Introduction

 

Welcome readers, to Symposium: Thinker’s Digest. It is a small termly magazine dedicated to Philosophy at Melbourne High and in Victoria. This first issue is basically an introduction to Philosophy, for those of you who haven’t had the pleasure of studying it, and also a starting point for the Melbourne Circle to begin from.

 

The Melbourne Circle is a small group of Philosophers who have taken to the principle of Radical Skepticism as their Foundational Ethic. Radical Skepticism is an extreme form of the concept of self questioning. This concept of self questioning is the central point of focus within the Melbourne Circle and Symposium: Thinker’s Digest.

 

But what does it mean to question oneself? Many of you out there would have already performed or heard of the question “Who Am I”. Of course the obvious answer to this is would be “I am Jeff”, unless of course your name was Imran, in which you would answer I am Imran. But the Self questioning does not stop there.

 

After one has come to a decision of he or she is, then they must continue.

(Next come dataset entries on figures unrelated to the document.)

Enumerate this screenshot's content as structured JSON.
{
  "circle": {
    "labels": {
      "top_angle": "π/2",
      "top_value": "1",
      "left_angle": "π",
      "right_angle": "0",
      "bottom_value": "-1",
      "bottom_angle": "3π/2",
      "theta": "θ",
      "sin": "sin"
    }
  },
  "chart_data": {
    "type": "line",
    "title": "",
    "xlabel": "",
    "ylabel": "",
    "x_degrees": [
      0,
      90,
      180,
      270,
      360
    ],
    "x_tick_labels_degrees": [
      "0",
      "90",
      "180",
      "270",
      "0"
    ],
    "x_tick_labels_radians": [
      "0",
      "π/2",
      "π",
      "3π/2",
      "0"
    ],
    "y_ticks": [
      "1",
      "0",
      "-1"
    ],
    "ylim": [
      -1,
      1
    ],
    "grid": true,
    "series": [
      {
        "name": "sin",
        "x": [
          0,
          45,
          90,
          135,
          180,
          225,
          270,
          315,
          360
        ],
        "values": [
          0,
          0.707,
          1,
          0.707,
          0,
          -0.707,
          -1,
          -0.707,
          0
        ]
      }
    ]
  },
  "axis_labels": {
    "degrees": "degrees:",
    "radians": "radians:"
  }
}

We must continue until we feel that we cannot go any deeper, and even when we try to move deeper we find we cannot. At Symposium we feel that it is our duty to help all Melbourne High Students question not only who they are, but what they can “know”, what they can perceive, and what they can accept as being existent.

 

But why would a small group of Philosophers take it upon themselves to not only answer these questions for themselves, but to also question others of these questions? Many may be mistaken in believing that we feel the urge to show off our understandings to others who have never attempted to answer these questions nor want to. But this is not true.

 

In reality The Melbourne Circle feels a responsibility to the children of Melbourne High School, philosophical responsibility. The world is increasingly becoming less moral and less rational. If George Bush or John Howard had of studied Philosophy then they would probably have thought twice about neglecting to sign the Kyoto Agreement.

 

Melbourne High School has a reputation for producing society's leaders, and it is for this reason that it is imperative that each Melbourne High student, and any high school student for that matter, receive not only a Theoretical education but also a practical one.

 

We have this incredible army of human calculators and exam machines, we have an abundance of those who have mastered the arts, but what we lack are people who can actually justify their actions. At the end of the year I could ask a the this years dux of the college any question about rocket science or astrophysics and he would be able to explain to me off the cuff how M theory works or some other high brow scientific explanation, but would he be able to tell me what it is that is truly valuable.

 

When we catch the train in the morning, eager to get to school so that we can discuss the various chair designs in the school we simply refuse to ever question why it is that we want to get high pay jobs, why we want sporting satisfaction, or even why we live. And it is for this reason that even the most intellectually brilliant amoung us may never know anything at all.

 

Until you can explain to another what the nature of existence is you know nothing, because all knowledge of individual aspects of existence are left totally unaccounted for without a firm understanding of the domain of which these things exist in. 

 

Without an understanding of the key questions that philosophy asks us, all other study and knowledge is pointless, and will remain pointless until we can understand what is valuable, what defines existence, and what we can truly know.